I’d like to experiment with using neurofeedback for mindfulness meditation with the OpenBCI and Brainbay/OpenNFB/Neuromore.
I have ran across a lot of somewhat vague information from commercial sources, but I haven’t found good general recommendations regarding what frequencies or mixture of frequencies to train for.
@wjcroft, would you recommend using your Brainbay alpha neurofeedback design for this?
Any other suggestions for a starting neurofeedback protocol for mindfulness meditation?
So the short answer is, yes training to increase alpha and reduce beta is one type of meditation, and a common one. But there are several other flavors as you can see from the tables in the Travis paper. With the VPL environments you would be able to taylor this to your own purposes.
Another meditation style is Les Fehmi’s Open Focus, which produces whole brain, synchronized alpha. This is measured at sites Fpz Cz Oz T3 T4.
I had ran across the Travis paper at one point previously, and was a bit put off what seemed a somewhat self-promotional emphasis on the uniqueness of TM. On reading it again, though, it does have a lot of quite useful information, as well as references.
This brings me to another question: these and other papers (some of the ones in this previous thread) have good info on the EEG changes that have been observed in meditators of various sorts, but not necessarily used in neurofeedback per se. Would you say that, in general, it is effective to directly train for the EEG features that have been observed in advanced meditators (in whatever method one is interested in), or is there some subtlety to which of these observed EEG changes is a suitable target for neurofeedback?
I think I will try experimenting with uptraining frontal midline theta, since that was a quite consistently observed in “open monitoring” meditators according to Travis. This should provide a good starting point.
Adam, yeah. I’ve done both TM in the distant past (early 1980’s) and then switched over to Vipassana / mindfulness in the mid 80’s; so understand both approaches. And Fred Travis’ research is impeccable.
You might initially think that TM is a ‘concentrative’ / mantra / focused attention style practice. But that is not actually the case. It’s much more subtle than that. The mantra or phrase being used is induced in a manner that is as subtle and gentle as is possible. (It is not “shouted” out mentally.)
This emphasis on subtle-ness and very fine awareness actually puts the practitioner in a place in-between a pervasive sense of consciousness that is universal / everywhere – and the ‘intention’ being softly broadcast. Thus has a quality of ‘inducing’ that intention into the larger field, making oneself a part of that larger field.

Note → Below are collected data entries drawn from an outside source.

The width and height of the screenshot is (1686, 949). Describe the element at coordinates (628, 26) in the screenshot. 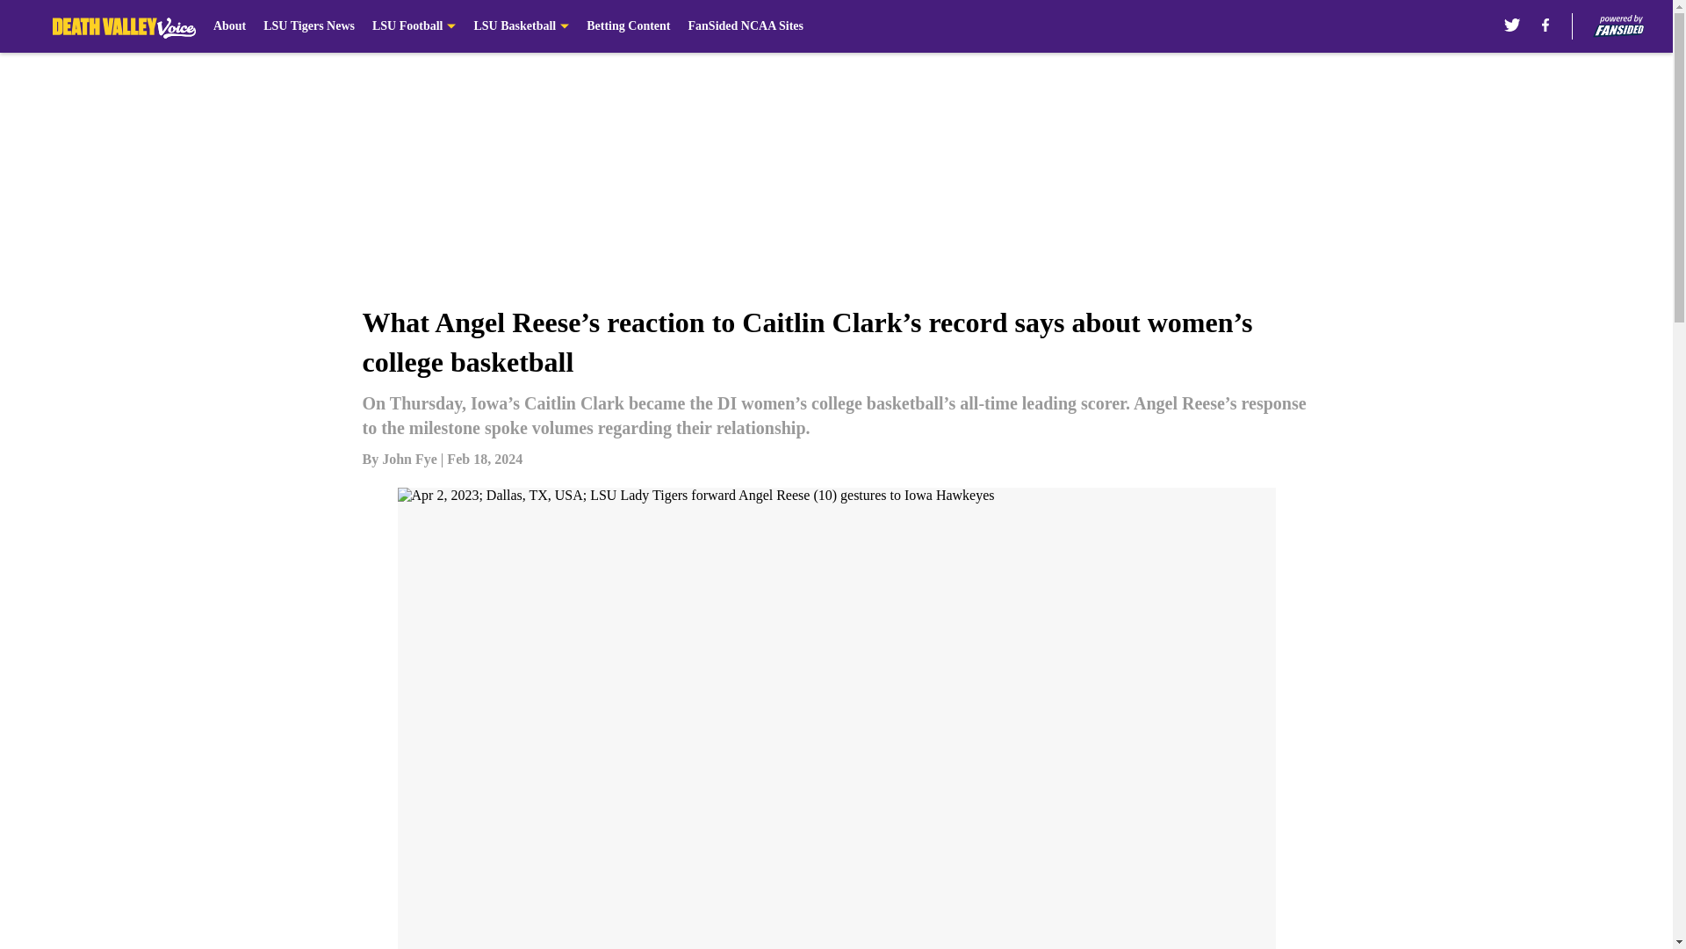

I see `Betting Content` at that location.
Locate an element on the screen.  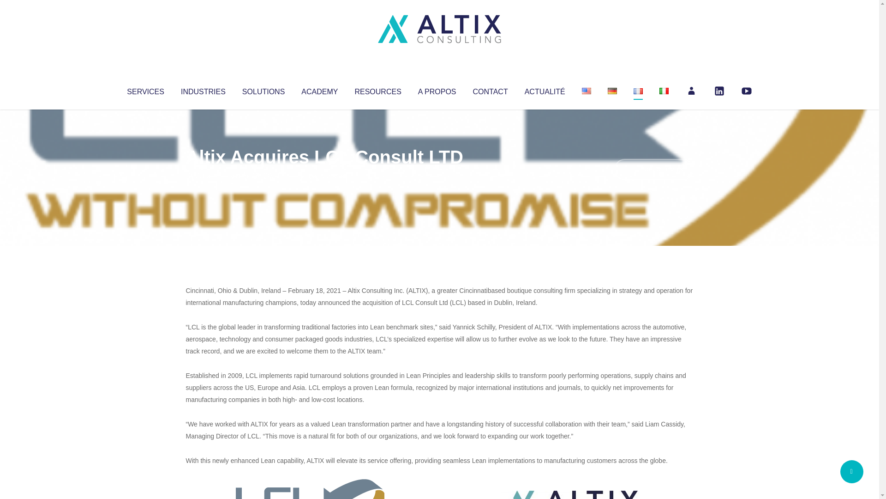
ACADEMY is located at coordinates (319, 90).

Regarding how to connect frequency bands to the neurofeedback. That is the ‘art’ form of neurofeedback. I’d again point to the Meditation and Neurofeedback paper. The feedback then is more of a guidepost that arises periodically to keep you on track with your meditation style. It’s not “doing” the meditation for you. Such as the idea of alerting you when your mind is wandering (which would likely be increased beta activity).
Do note that increasing frontal midline theta would be contraindicated in situations where a person already has difficulty in concentrating or focusing, as in ADD / ADHD. You may find Jay Gunkelman’s phenotype paper helpful in delineating some common patterns.
Thanks William. TM is not a type of meditation I’m familiar with, so it’s intriguing to hear your description of it.
Have you ever tried doing an EEG recording of a meditation, adding markers when the meditation seems to be subjectively “going well”, and then using the EEG features of those periods as a training target for future sessions? This seems to me like it might be a good calibration technique especially for intermediate meditators, because it would guarantee that the brain state one was training for was appropriate to the type of meditation (to the extent of the subject’s competence, of course!)
I like the idea you mentioned, which is also in the Meditation and Neurofeedback paper, of using feedback as merely a “nudge” to keep one pointed in the right direction or ring a gentle alarm bell when the mind is wandering off track.
Perhaps, rather than rewarding theta, it would be more reliable to start by inhibit beta, just to try to reduce mind wandering?